Published January 13, 2015
Russian biathlete Olga Pyleva was thrown out of the Olympics and stripped of her silver medal Thursday for failing a drug test, the first athlete caught for doping at the Torino Games.
Pyleva, who won silver at the 15km event Monday, was scratched just before the start of Thursday's 7.5km sprint, in which she was considered a leading medal contender. She also won gold and bronze medals at the 2002 Salt Lake City Games.
A hastily-convened, three-member IOC panel found Pyleva guilty of a doping violation. She had tested positive for the banned stimulant carphedon in a urine test following Monday's race.
Nikolai Durmanov, head of Russian Anti-Doping Committee, said a doctor who treated her for an ankle injury in January gave her an over-the-counter medication that did not list carphedon as one of its ingredients.
"This was 100 percent the physician's mistake," Durmanov said.
Martina Glagow of Germany, who finished fourth, will be awarded the silver. Albina Akhatova, Pyleva's Russian teammate, goes from fourth to bronze.
Further possible sanctions — such as a long-term ban from competition — are up to the International Biathlon Union.
Under the IOC's rules, athletes testing positive at the Olympics are considered guilty if a banned substance is found in their systems, regardless of the circumstances.
The IOC has conducted 380 tests since the athletes' village opened Jan. 31; Pyleva is the first to be caught by the IOC's most rigorous doping control program ever at a Winter Olympics. A total of 1,200 samples are being tested, a 72 percent increase over the number in Salt Lake City, where there were seven doping cases total.
A Brazilian bobsledder who tested positive for steroids in a pre-Olympic drug test was the first athlete sent home from the Torino Games for doping. Armando dos Santos, a former hammer thrower, failed the test in early January when a sample showed evidence of the steroid nandrolone.
A dozen cross-country skiers were suspended five days for elevated hemoglobin, considered health checks — though they can also indicate possible blood doping. Seven of those have since been retested and cleared to compete; one failed a retest, and the other four had not yet been cleared.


What is expected
The string "structured" appears in some lines of the entries that follow; copy each such line.

━━━ Data listing

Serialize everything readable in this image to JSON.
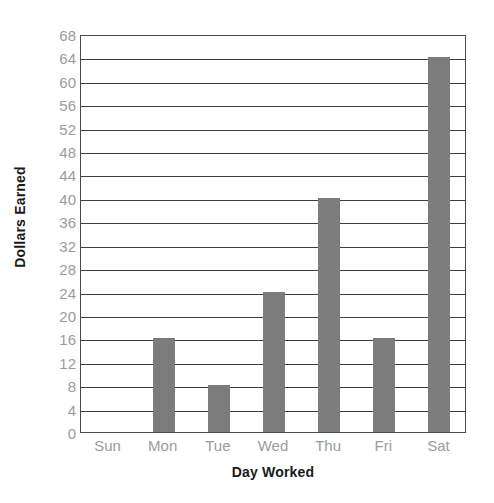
{
  "chart_data": {
    "type": "bar",
    "title": "",
    "subtitle": "",
    "xlabel": "Day Worked",
    "ylabel": "Dollars Earned",
    "categories": [
      "Sun",
      "Mon",
      "Tue",
      "Wed",
      "Thu",
      "Fri",
      "Sat"
    ],
    "values": [
      0,
      16,
      8,
      24,
      40,
      16,
      64
    ],
    "series": [
      {
        "name": "Dollars Earned",
        "values": [
          0,
          16,
          8,
          24,
          40,
          16,
          64
        ]
      }
    ],
    "ylim": [
      0,
      68
    ],
    "ytick_step": 4,
    "yticks": [
      0,
      4,
      8,
      12,
      16,
      20,
      24,
      28,
      32,
      36,
      40,
      44,
      48,
      52,
      56,
      60,
      64,
      68
    ],
    "ytick_labels": [
      "0",
      "4",
      "8",
      "12",
      "16",
      "20",
      "24",
      "28",
      "32",
      "36",
      "40",
      "44",
      "48",
      "52",
      "56",
      "60",
      "64",
      "68"
    ],
    "grid": true,
    "grid_axis": "y",
    "legend": false,
    "legend_position": "none",
    "annotations": []
  },
  "style": {
    "bar_color": "#7c7c7c",
    "gridline_color": "#3d3d3d",
    "frame_color": "#4a4a4a",
    "tick_label_color": "#9b9b9b",
    "axis_title_color": "#1a1a1a",
    "background_color": "#ffffff"
  }
}
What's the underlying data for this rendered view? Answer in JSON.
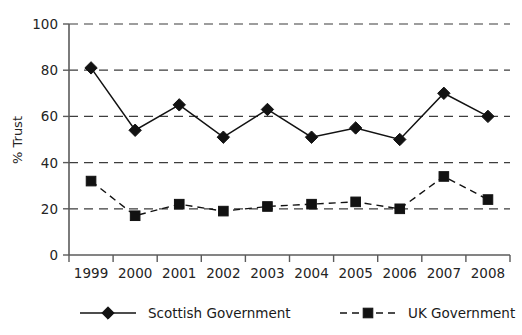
{
  "chart_data": {
    "type": "line",
    "title": "",
    "xlabel": "",
    "ylabel": "% Trust",
    "ylim": [
      0,
      100
    ],
    "yticks": [
      0,
      20,
      40,
      60,
      80,
      100
    ],
    "grid": true,
    "legend_position": "bottom",
    "categories": [
      "1999",
      "2000",
      "2001",
      "2002",
      "2003",
      "2004",
      "2005",
      "2006",
      "2007",
      "2008"
    ],
    "series": [
      {
        "name": "Scottish Government",
        "marker": "diamond",
        "linestyle": "solid",
        "color": "#121212",
        "values": [
          81,
          54,
          65,
          51,
          63,
          51,
          55,
          50,
          70,
          60
        ]
      },
      {
        "name": "UK Government",
        "marker": "square",
        "linestyle": "dashed",
        "color": "#121212",
        "values": [
          32,
          17,
          22,
          19,
          21,
          22,
          23,
          20,
          34,
          24
        ]
      }
    ]
  },
  "axis": {
    "y_title": "% Trust",
    "y_tick_labels": [
      "0",
      "20",
      "40",
      "60",
      "80",
      "100"
    ],
    "x_tick_labels": [
      "1999",
      "2000",
      "2001",
      "2002",
      "2003",
      "2004",
      "2005",
      "2006",
      "2007",
      "2008"
    ]
  },
  "legend": {
    "items": [
      {
        "label": "Scottish Government",
        "marker": "diamond-marker-icon",
        "line": "solid"
      },
      {
        "label": "UK Government",
        "marker": "square-marker-icon",
        "line": "dashed"
      }
    ]
  }
}
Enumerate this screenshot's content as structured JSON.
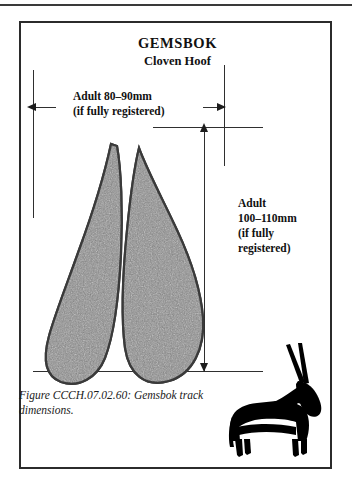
{
  "figure": {
    "title": "GEMSBOK",
    "subtitle": "Cloven Hoof",
    "caption": "Figure CCCH.07.02.60:  Gemsbok track dimensions."
  },
  "dimensions": {
    "width_label": "Adult 80–90mm\n(if fully registered)",
    "height_label": "Adult\n100–110mm\n(if fully\nregistered)"
  },
  "icons": {
    "arrow_left": "arrow-left-icon",
    "arrow_right": "arrow-right-icon",
    "arrow_up": "arrow-up-icon",
    "arrow_down": "arrow-down-icon",
    "hoof": "cloven-hoof-track-icon",
    "animal": "gemsbok-silhouette-icon"
  },
  "colors": {
    "frame": "#2b2b2b",
    "line": "#2f2f2f",
    "arrow": "#1d1d1d",
    "hoof_fill": "#8c8c8c",
    "hoof_outline": "#3d3d3d",
    "silhouette": "#000000",
    "page": "#ffffff"
  }
}
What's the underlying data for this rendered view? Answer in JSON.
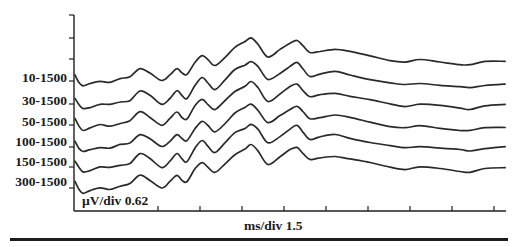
{
  "chart_data": {
    "type": "line",
    "title": "",
    "xlabel": "ms/div 1.5",
    "ylabel": "µV/div 0.62",
    "x_scale": {
      "label": "ms/div",
      "value": 1.5
    },
    "y_scale": {
      "label": "µV/div",
      "value": 0.62
    },
    "grid": false,
    "legend": "series labels on left of y-axis",
    "x_divisions": 10,
    "y_ticks_above_traces": 3,
    "series_offset_px": [
      0,
      23,
      44,
      66,
      86,
      107
    ],
    "series": [
      {
        "name": "10-1500",
        "color": "#2a2a2a"
      },
      {
        "name": "30-1500",
        "color": "#2a2a2a"
      },
      {
        "name": "50-1500",
        "color": "#2a2a2a"
      },
      {
        "name": "100-1500",
        "color": "#2a2a2a"
      },
      {
        "name": "150-1500",
        "color": "#2a2a2a"
      },
      {
        "name": "300-1500",
        "color": "#2a2a2a"
      }
    ],
    "waveform_x_ms": [
      0,
      0.14,
      0.29,
      0.54,
      0.89,
      1.25,
      1.61,
      1.96,
      2.32,
      2.68,
      3.1,
      3.39,
      3.64,
      3.82,
      4.0,
      4.29,
      4.54,
      4.75,
      5.0,
      5.36,
      5.71,
      6.07,
      6.29,
      6.54,
      6.89,
      7.32,
      7.68,
      7.93,
      8.14,
      8.39,
      8.75,
      9.29,
      9.82,
      10.54,
      11.25,
      11.79,
      12.32,
      13.04,
      13.75,
      14.11,
      14.64,
      15.36
    ],
    "waveform_y_div": [
      0.0,
      -0.33,
      -0.52,
      -0.43,
      -0.29,
      -0.33,
      -0.19,
      -0.1,
      0.33,
      0.1,
      -0.29,
      0.0,
      0.33,
      0.1,
      0.0,
      0.62,
      0.95,
      0.71,
      0.43,
      0.86,
      1.33,
      1.57,
      1.76,
      1.48,
      0.86,
      1.19,
      1.52,
      1.67,
      1.38,
      1.05,
      1.14,
      1.24,
      1.1,
      0.9,
      0.71,
      0.62,
      0.71,
      0.62,
      0.52,
      0.48,
      0.62,
      0.67
    ]
  },
  "labels": {
    "series": [
      "10-1500",
      "30-1500",
      "50-1500",
      "100-1500",
      "150-1500",
      "300-1500"
    ],
    "y_scale": "µV/div 0.62",
    "x_scale": "ms/div 1.5"
  }
}
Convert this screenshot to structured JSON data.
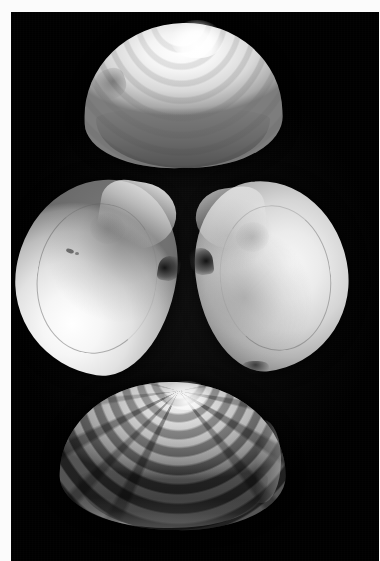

━━━━━━

Answer to this task
Enumerate this screenshot's content as structured JSON.
Convert this screenshot to structured JSON data.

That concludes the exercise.